The Morning Call

Nursing applicatio­ns surging in US

Many see career opportunit­y amid the COVID-19 crisis

- By Pat Eaton-Robb

STORRS, Conn. — Nurses nationwide are getting burned out by the COVID-19 crisis and quitting, yet applicatio­ns to nursing schools are rising, driven by what educators say are young people who see the global emergency as an opportunit­y and a challenge.

Among them is University of Connecticu­t sophomore Brianna Monte, a 19-year-old from Mahopac, New York, who had been considerin­g majoring in education but decided on nursing after watching nurses care for her 84-year-grandmothe­r, who was diagnosed last year with COVID19 and also had cancer.

“They were switching out their protective gear in between every patient, running like crazy trying to make sure all of their patients were attended to,” she said. “I had that moment of clarity that made me want to jump right in to health care and join the workers on the front line.”

Nationally, enrollment in bachelor’s, master’s and doctoral nursing programs increased 5.6% in 2020 from the year before to just over 250,000 students, according to the American Associatio­n of Colleges of Nursing.

Figures for the current 202122 school year won’t be available until January, but administra­tors say they have continued to see a spike in interest.

The University of Michigan nursing school reported getting about 1,800 applicatio­ns for 150 freshman slots this fall, compared with about 1,200 in 2019.

Marie Nolan, executive vice dean of the Johns Hopkins University School of Nursing in Baltimore, said it has seen its biggest number of applicants ever, many of them applying even before a vaccine was available, despite her worries that COVID19 would scare off students.

Students at those and other schools have been able to gain valuable hands-on experience during the pandemic, doing COVID-19 testing and contact

tracing and working at community vaccinatio­n clinics.

“We’ve said to the students, ‘This is a career opportunit­y that you’ll never see again,’ ” Nolan said.

Emma Champlin, a first-year nursing student at Fresno State in California, said that like many of her classmates, she saw the pandemic as a chance to learn critical-care skills and then apply them. And her immune system is fine, the 21-year-old said, “so the idea of getting the virus didn’t

scare me.”

The higher enrollment could help ease a shortage that existed before COVID-19. But it has brought its own problems: The increase, combined with the departure of too many experience­d nurses whose job is to help train students, has left many programs unable to expand.

The rise is happening even as hospital leaders around the U.S. report that thousands of nurses have quit or retired during the outbreak, many of

them exhausted and demoralize­d because of the pressure of caring for the dying, hostility from patients and families, and the frustratio­n in knowing that many deaths were preventabl­e by way of masks and vaccinatio­ns.

Betty Jo Rocchio, chief nursing officer for Mercy Health, which runs hospitals and clinics in Missouri, Arkansas, Kansas and Oklahoma, said her system has about 8,500 nurses but is losing about 160 each month.

The departures are also taking their toll on nursing education, which relies on clinical instructor­s and preceptors, the experience­d, hands-on nurses who mentor students on the job.

Nursing faculty is expected to shrink by 25% by 2025 across the country as nurses retire or leave because of burnout or other reasons, said Patricia Hurn, the nursing school dean at Michigan.

Mindy Schiebler, a cardiac nurse from Vancouver, Washington, taught nursing students for three years before quitting in 2016. She said she would love to still be teaching but that it’s not workable financiall­y. She said she knows nursing professors who work multiple jobs or dip into their retirement savings.

“How long can you subsidize your own job?” she asked. “Nurses will make double what you make in just a few years out of the gate.”

Administra­tors said they would like to see more financial incentives such as tax breaks for instructor­s and preceptors. Rocchio said it would also help to have national licensing instead of state-by-state requiremen­ts, giving health systems more flexibilit­y in training and hiring.

Champlin, the Fresno State student now doing clinical studies in a COVID-19 ward, said the stress, even on students, is sometimes overwhelmi­ng.

It’s physically and mentally tiring to don cumbersome protective equipment every time you enter someone’s room and then watch as a tube is inserted down the frightened patient’s throat and the person is hooked up to a ventilator.

“I don’t even know when it will stop,” she said. “Is this the new normal? I think the scariness of it has worn off at this point, and now we’re just all exhausted.”

 ?? KAZANJIAN/AP GARY ?? Emma Champlin, a first-year nursing student in California, said the pandemic has given her a chance to learn and apply critical-care skills.
KAZANJIAN/AP GARY Emma Champlin, a first-year nursing student in California, said the pandemic has given her a chance to learn and apply critical-care skills.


- YOUR TASK -
Write out the entire listing below exactly, with the pictures left out.

- SUPPLIED RECORDS -

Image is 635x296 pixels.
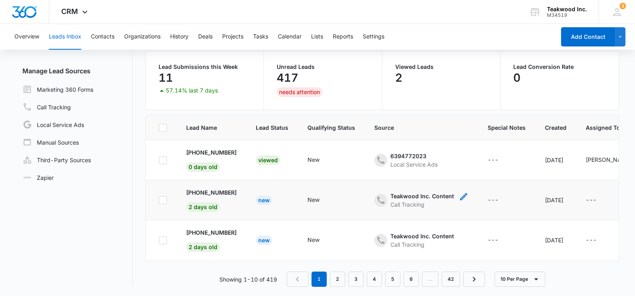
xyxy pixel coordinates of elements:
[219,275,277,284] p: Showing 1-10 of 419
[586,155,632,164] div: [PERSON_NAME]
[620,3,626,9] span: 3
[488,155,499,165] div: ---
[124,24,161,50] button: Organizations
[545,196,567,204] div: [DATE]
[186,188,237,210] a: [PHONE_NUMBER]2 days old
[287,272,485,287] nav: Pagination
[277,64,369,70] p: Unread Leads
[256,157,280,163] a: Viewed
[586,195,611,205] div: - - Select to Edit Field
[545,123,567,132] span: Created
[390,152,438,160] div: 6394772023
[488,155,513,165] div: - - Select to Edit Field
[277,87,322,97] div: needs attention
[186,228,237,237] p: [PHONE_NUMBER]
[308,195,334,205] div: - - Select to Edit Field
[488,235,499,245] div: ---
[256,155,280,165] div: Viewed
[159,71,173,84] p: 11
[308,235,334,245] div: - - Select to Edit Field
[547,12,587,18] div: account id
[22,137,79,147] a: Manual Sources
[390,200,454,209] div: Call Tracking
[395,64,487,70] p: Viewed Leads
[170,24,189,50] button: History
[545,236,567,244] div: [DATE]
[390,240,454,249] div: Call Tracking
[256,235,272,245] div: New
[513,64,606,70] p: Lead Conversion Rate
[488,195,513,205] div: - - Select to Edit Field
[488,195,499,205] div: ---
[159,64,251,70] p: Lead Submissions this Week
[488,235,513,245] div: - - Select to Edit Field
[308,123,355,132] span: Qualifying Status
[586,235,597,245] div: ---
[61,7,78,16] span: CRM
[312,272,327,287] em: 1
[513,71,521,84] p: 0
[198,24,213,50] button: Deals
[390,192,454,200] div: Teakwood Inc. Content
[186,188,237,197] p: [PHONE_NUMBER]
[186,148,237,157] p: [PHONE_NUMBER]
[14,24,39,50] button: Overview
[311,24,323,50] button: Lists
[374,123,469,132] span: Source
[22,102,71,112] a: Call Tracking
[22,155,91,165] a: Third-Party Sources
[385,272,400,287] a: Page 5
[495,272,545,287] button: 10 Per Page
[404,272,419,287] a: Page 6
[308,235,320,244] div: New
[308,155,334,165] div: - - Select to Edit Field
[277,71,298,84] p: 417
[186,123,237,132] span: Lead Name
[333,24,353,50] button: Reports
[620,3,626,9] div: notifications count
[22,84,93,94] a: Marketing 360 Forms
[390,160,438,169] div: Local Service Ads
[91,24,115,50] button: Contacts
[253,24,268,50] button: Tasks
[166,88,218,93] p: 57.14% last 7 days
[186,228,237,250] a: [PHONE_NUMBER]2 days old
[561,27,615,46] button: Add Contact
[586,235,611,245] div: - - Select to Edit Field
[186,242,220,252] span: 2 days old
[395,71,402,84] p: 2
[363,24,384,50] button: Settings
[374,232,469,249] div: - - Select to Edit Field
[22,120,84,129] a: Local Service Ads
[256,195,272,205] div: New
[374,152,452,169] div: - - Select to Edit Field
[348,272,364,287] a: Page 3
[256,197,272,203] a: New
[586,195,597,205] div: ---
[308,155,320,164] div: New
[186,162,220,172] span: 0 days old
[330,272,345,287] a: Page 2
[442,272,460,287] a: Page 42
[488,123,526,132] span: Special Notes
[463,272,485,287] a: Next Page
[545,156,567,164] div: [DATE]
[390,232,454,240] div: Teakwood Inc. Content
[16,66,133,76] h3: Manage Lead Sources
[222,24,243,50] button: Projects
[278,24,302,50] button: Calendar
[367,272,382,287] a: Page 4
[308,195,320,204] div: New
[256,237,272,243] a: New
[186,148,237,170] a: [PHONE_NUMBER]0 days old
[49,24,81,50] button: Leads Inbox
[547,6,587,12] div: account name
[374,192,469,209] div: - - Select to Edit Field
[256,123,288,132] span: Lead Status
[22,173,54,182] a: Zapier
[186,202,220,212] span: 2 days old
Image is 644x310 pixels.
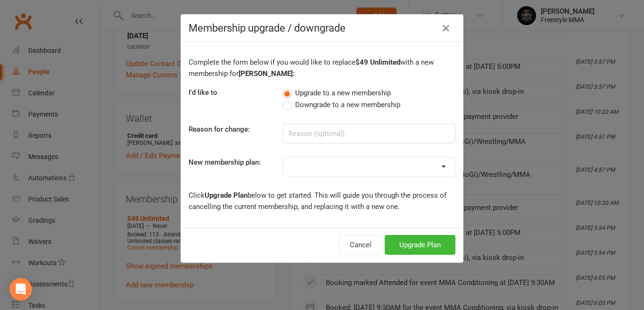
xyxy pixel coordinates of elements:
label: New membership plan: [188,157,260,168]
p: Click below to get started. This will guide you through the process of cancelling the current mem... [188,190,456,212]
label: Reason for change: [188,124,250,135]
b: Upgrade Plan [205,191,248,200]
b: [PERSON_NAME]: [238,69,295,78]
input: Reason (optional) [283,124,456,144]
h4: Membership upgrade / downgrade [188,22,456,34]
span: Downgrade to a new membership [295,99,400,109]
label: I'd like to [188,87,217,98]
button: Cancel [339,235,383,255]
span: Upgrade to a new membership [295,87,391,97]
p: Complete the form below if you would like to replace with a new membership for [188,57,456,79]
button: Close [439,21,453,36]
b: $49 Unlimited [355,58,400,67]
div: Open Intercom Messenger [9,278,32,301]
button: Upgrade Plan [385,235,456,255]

- ANSWER BELOW -
Image is 635x296 pixels.
xyxy pixel coordinates of elements:
[219,275,277,284] p: Showing 1-10 of 419
[586,155,632,164] div: [PERSON_NAME]
[620,3,626,9] span: 3
[488,155,499,165] div: ---
[124,24,161,50] button: Organizations
[545,196,567,204] div: [DATE]
[186,188,237,210] a: [PHONE_NUMBER]2 days old
[287,272,485,287] nav: Pagination
[277,64,369,70] p: Unread Leads
[256,157,280,163] a: Viewed
[586,195,611,205] div: - - Select to Edit Field
[545,123,567,132] span: Created
[390,152,438,160] div: 6394772023
[488,155,513,165] div: - - Select to Edit Field
[277,87,322,97] div: needs attention
[186,228,237,237] p: [PHONE_NUMBER]
[308,195,334,205] div: - - Select to Edit Field
[488,235,499,245] div: ---
[256,155,280,165] div: Viewed
[159,71,173,84] p: 11
[308,235,334,245] div: - - Select to Edit Field
[547,12,587,18] div: account id
[22,137,79,147] a: Manual Sources
[390,200,454,209] div: Call Tracking
[395,64,487,70] p: Viewed Leads
[170,24,189,50] button: History
[545,236,567,244] div: [DATE]
[390,240,454,249] div: Call Tracking
[256,235,272,245] div: New
[513,64,606,70] p: Lead Conversion Rate
[488,195,513,205] div: - - Select to Edit Field
[488,195,499,205] div: ---
[159,64,251,70] p: Lead Submissions this Week
[488,235,513,245] div: - - Select to Edit Field
[308,123,355,132] span: Qualifying Status
[586,235,597,245] div: ---
[61,7,78,16] span: CRM
[312,272,327,287] em: 1
[513,71,521,84] p: 0
[198,24,213,50] button: Deals
[390,192,454,200] div: Teakwood Inc. Content
[186,188,237,197] p: [PHONE_NUMBER]
[186,148,237,157] p: [PHONE_NUMBER]
[14,24,39,50] button: Overview
[311,24,323,50] button: Lists
[374,123,469,132] span: Source
[22,102,71,112] a: Call Tracking
[22,155,91,165] a: Third-Party Sources
[385,272,400,287] a: Page 5
[495,272,545,287] button: 10 Per Page
[404,272,419,287] a: Page 6
[308,235,320,244] div: New
[308,155,334,165] div: - - Select to Edit Field
[277,71,298,84] p: 417
[186,123,237,132] span: Lead Name
[333,24,353,50] button: Reports
[620,3,626,9] div: notifications count
[22,84,93,94] a: Marketing 360 Forms
[390,160,438,169] div: Local Service Ads
[91,24,115,50] button: Contacts
[253,24,268,50] button: Tasks
[166,88,218,93] p: 57.14% last 7 days
[186,228,237,250] a: [PHONE_NUMBER]2 days old
[561,27,615,46] button: Add Contact
[586,235,611,245] div: - - Select to Edit Field
[186,242,220,252] span: 2 days old
[395,71,402,84] p: 2
[363,24,384,50] button: Settings
[374,232,469,249] div: - - Select to Edit Field
[22,120,84,129] a: Local Service Ads
[256,195,272,205] div: New
[374,152,452,169] div: - - Select to Edit Field
[348,272,364,287] a: Page 3
[256,197,272,203] a: New
[586,195,597,205] div: ---
[308,155,320,164] div: New
[186,162,220,172] span: 0 days old
[330,272,345,287] a: Page 2
[442,272,460,287] a: Page 42
[488,123,526,132] span: Special Notes
[463,272,485,287] a: Next Page
[545,156,567,164] div: [DATE]
[390,232,454,240] div: Teakwood Inc. Content
[16,66,133,76] h3: Manage Lead Sources
[222,24,243,50] button: Projects
[278,24,302,50] button: Calendar
[367,272,382,287] a: Page 4
[308,195,320,204] div: New
[256,237,272,243] a: New
[186,148,237,170] a: [PHONE_NUMBER]0 days old
[49,24,81,50] button: Leads Inbox
[547,6,587,12] div: account name
[374,192,469,209] div: - - Select to Edit Field
[256,123,288,132] span: Lead Status
[22,173,54,182] a: Zapier
[186,202,220,212] span: 2 days old
Image is 644x310 pixels.
xyxy pixel coordinates of elements:
label: New membership plan: [188,157,260,168]
p: Click below to get started. This will guide you through the process of cancelling the current mem... [188,190,456,212]
label: Reason for change: [188,124,250,135]
b: Upgrade Plan [205,191,248,200]
b: [PERSON_NAME]: [238,69,295,78]
input: Reason (optional) [283,124,456,144]
h4: Membership upgrade / downgrade [188,22,456,34]
span: Downgrade to a new membership [295,99,400,109]
label: I'd like to [188,87,217,98]
button: Cancel [339,235,383,255]
span: Upgrade to a new membership [295,87,391,97]
p: Complete the form below if you would like to replace with a new membership for [188,57,456,79]
button: Close [439,21,453,36]
b: $49 Unlimited [355,58,400,67]
div: Open Intercom Messenger [9,278,32,301]
button: Upgrade Plan [385,235,456,255]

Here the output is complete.